Behind Closed Doors
The visitors found themselves inside a bizarre combination of Macy's and the palace at Versailles. As hundreds of Manila's poorest, many of them in ragged clothes and rubber sandals, shuffled between golden ropes through Malacañang Palace, the residence of former President Ferdinand Marcos and his wife Imelda, they witnessed a show of conspicuous consumption beyond their imaginings. Inside Imelda's boudoir were two queen-size beds on an elevated platform, and a grand piano. The former First Lady's washbasin was made of gold. Downstairs, in a not-so-bargain basement, the woman who used to refer to "my fellow poor" had left behind some 2,700 pairs of size eight shoes, five shelves of Gucci handbags and 38 of her 105 clothes racks, designed to carry 80 outfits each. Around the château hung life-size portraits depicting the former First Couple as a scantily clad Filipino version of Adam and Eve. Elsewhere, the Marcoses had been a touch more modest: the legends on their bedroom intercoms read simply "King's Room" and "Queen's Room."

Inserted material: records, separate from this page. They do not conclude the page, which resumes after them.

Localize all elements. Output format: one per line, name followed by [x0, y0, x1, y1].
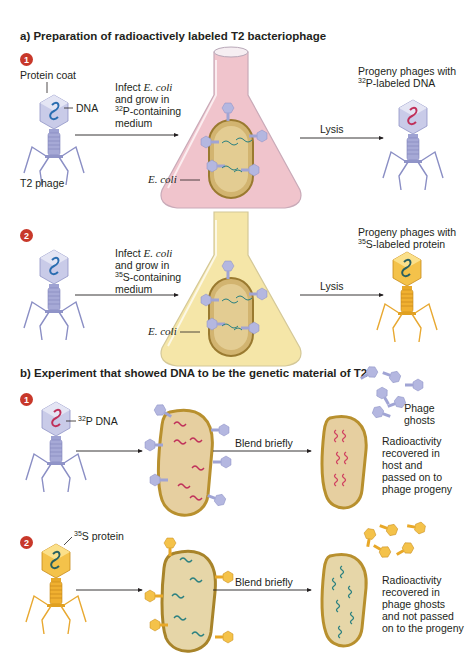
result-text-b2: Radioactivity recovered in phage ghosts …: [382, 574, 464, 634]
infected-cell-35s-icon: [145, 538, 233, 651]
result-cell-35s-icon: [322, 555, 366, 646]
blend-label-b2: Blend briefly: [235, 576, 293, 588]
phage-35s-icon: [26, 544, 86, 634]
s35-protein-label: 35S protein: [74, 530, 124, 542]
part-b-step2-graphics: [0, 0, 471, 665]
phage-ghosts-gold-icon: [362, 520, 426, 560]
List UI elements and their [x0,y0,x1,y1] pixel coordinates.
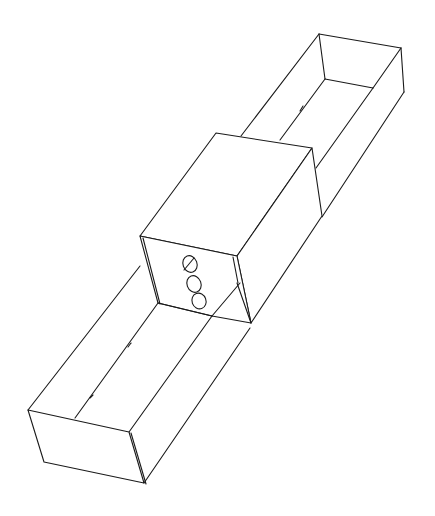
drawing-canvas [0,0,435,516]
center-sleeve [140,133,322,323]
assembly-drawing [0,0,435,516]
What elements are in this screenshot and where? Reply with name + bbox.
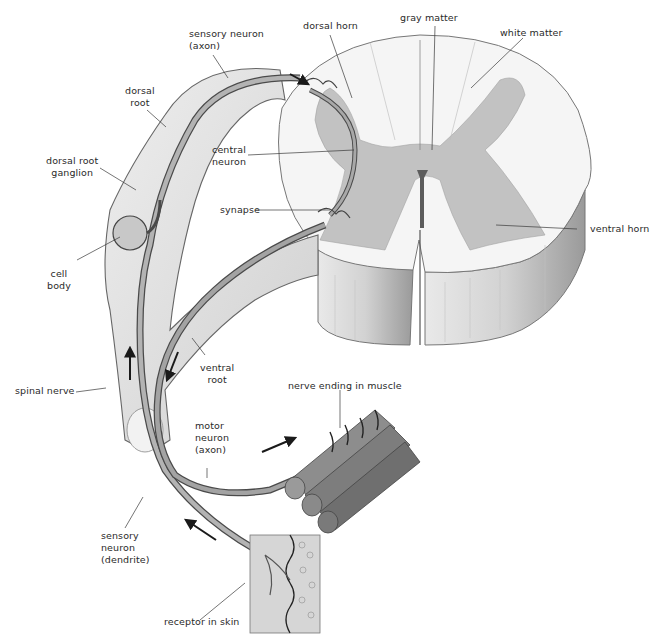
- label-line: motor: [195, 420, 229, 432]
- label-motor-neuron-axon: motor neuron (axon): [195, 420, 229, 456]
- label-synapse: synapse: [220, 204, 260, 216]
- label-line: sensory: [101, 530, 149, 542]
- reflex-arc-diagram: sensory neuron (axon) dorsal horn gray m…: [0, 0, 661, 642]
- label-ventral-horn: ventral horn: [590, 223, 649, 235]
- label-line: root: [200, 374, 234, 386]
- label-line: dorsal root: [46, 155, 98, 167]
- label-sensory-neuron-dendrite: sensory neuron (dendrite): [101, 530, 149, 566]
- label-dorsal-horn: dorsal horn: [303, 20, 358, 32]
- label-line: central: [212, 144, 246, 156]
- label-line: dorsal: [125, 85, 155, 97]
- muscle-fibers: [285, 410, 420, 533]
- label-cell-body: cell body: [47, 268, 71, 292]
- label-spinal-nerve: spinal nerve: [15, 385, 75, 397]
- label-white-matter: white matter: [500, 27, 563, 39]
- label-line: neuron: [195, 432, 229, 444]
- label-line: (axon): [195, 444, 229, 456]
- label-line: neuron: [212, 156, 246, 168]
- diagram-artwork: [0, 0, 661, 642]
- label-line: body: [47, 280, 71, 292]
- label-line: (dendrite): [101, 554, 149, 566]
- label-line: ganglion: [46, 167, 98, 179]
- label-line: cell: [47, 268, 71, 280]
- label-dorsal-root-ganglion: dorsal root ganglion: [46, 155, 98, 179]
- label-line: root: [125, 97, 155, 109]
- label-gray-matter: gray matter: [400, 12, 458, 24]
- motor-outward-arrow: [262, 438, 295, 452]
- label-line: (axon): [189, 40, 264, 52]
- label-sensory-neuron-axon: sensory neuron (axon): [189, 28, 264, 52]
- label-ventral-root: ventral root: [200, 362, 234, 386]
- label-nerve-ending-in-muscle: nerve ending in muscle: [288, 380, 402, 392]
- label-central-neuron: central neuron: [212, 144, 246, 168]
- label-receptor-in-skin: receptor in skin: [164, 616, 240, 628]
- label-line: sensory neuron: [189, 28, 264, 40]
- label-line: neuron: [101, 542, 149, 554]
- label-line: ventral: [200, 362, 234, 374]
- label-dorsal-root: dorsal root: [125, 85, 155, 109]
- skin-receptor: [250, 535, 320, 633]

In opening the doors to Malacañang Palace last week, President Corazon Aquino was hoping to close the doors, symbolically, on an era of covert monarchy. True to her campaign promise, the new leader turned the Marcos mansion into the People's Park, a public museum. Faithful so far to another promise, the former housewife showed every sign of for-swearing the designer life-style of her predecessors. She still operates out of a guesthouse next to the Spanish-style palace and commutes to work from her modest suburban home.
At the same time, however, Aquino remained determined to bring to light all the hidden wealth of the exiled couple. Before the palace was thrown open to the public last week, investigators spent two weeks compiling an inventory of the belongings abandoned by the Marcoses during their precipitate departure. The findings suggested that the skeletons in the Marcos closets were quite as outrageous as the Valentino gowns.

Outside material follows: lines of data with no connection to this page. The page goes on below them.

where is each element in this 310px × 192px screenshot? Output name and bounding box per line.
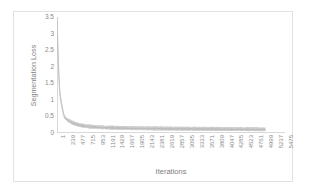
- y-tick-label: 0: [50, 130, 54, 137]
- y-tick-label: 1: [50, 97, 54, 104]
- x-tick-label: 3333: [199, 135, 205, 148]
- loss-curve: [57, 17, 285, 133]
- x-tick-label: 3809: [219, 135, 225, 148]
- segmentation-loss-chart: Segmentation Loss 3.532.521.510.50 12394…: [0, 0, 310, 192]
- x-tick-label: 1905: [139, 135, 145, 148]
- x-tick-label: 4285: [238, 135, 244, 148]
- x-tick-label: 3095: [189, 135, 195, 148]
- x-tick-label: 2143: [149, 135, 155, 148]
- x-tick-label: 715: [90, 135, 96, 145]
- x-tick-label: 4523: [248, 135, 254, 148]
- x-axis-tick-labels: 1239477715953119114291667190521432381261…: [57, 135, 285, 163]
- y-tick-label: 2.5: [45, 47, 54, 54]
- x-tick-label: 4047: [229, 135, 235, 148]
- y-tick-label: 1.5: [45, 80, 54, 87]
- loss-trend-line: [57, 20, 265, 130]
- y-axis-title-label: Segmentation Loss: [31, 44, 38, 106]
- y-tick-label: 3: [50, 30, 54, 37]
- y-tick-label: 0.5: [45, 113, 54, 120]
- x-tick-label: 4761: [258, 135, 264, 148]
- y-tick-label: 3.5: [45, 14, 54, 21]
- x-tick-label: 5475: [288, 135, 294, 148]
- x-axis-title: Iterations: [57, 167, 285, 176]
- x-tick-label: 2857: [179, 135, 185, 148]
- x-tick-label: 1191: [110, 135, 116, 148]
- x-tick-label: 5237: [278, 135, 284, 148]
- y-tick-label: 2: [50, 63, 54, 70]
- x-tick-label: 477: [80, 135, 86, 145]
- x-tick-label: 3571: [209, 135, 215, 148]
- plot-area: 3.532.521.510.50: [57, 17, 285, 133]
- x-tick-label: 1667: [129, 135, 135, 148]
- loss-noise-band: [57, 17, 265, 131]
- x-tick-label: 953: [100, 135, 106, 145]
- y-axis-title: Segmentation Loss: [28, 17, 40, 133]
- x-tick-label: 1: [60, 135, 66, 138]
- x-tick-label: 4999: [268, 135, 274, 148]
- x-tick-label: 2381: [159, 135, 165, 148]
- x-tick-label: 2619: [169, 135, 175, 148]
- x-tick-label: 1429: [119, 135, 125, 148]
- x-tick-label: 239: [70, 135, 76, 145]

Many of the objects found around the palace documented the paranoia and the prodigality of the Marcos regime. Some of the paintings hanging from the walls had been appropriated at will by the Marcoses from the Metropolitan Museum of Manila. Scrapbooks contained photographs of properties in New York City and London, presumably belonging to the royal couple. Bea Zobel, an art collector who led volunteers in sorting through the Marcoses' possessions, noted that Imelda may have spent as much as several million dollars on jewels and antiques in a single day. Given her husband's official salary of $5,700 a year, such a shopping spree amounted to more than 500 years' income for the former First Couple. "The Marcoses did not realize the value of money anymore," said Zobel. "They just kept on buying and buying."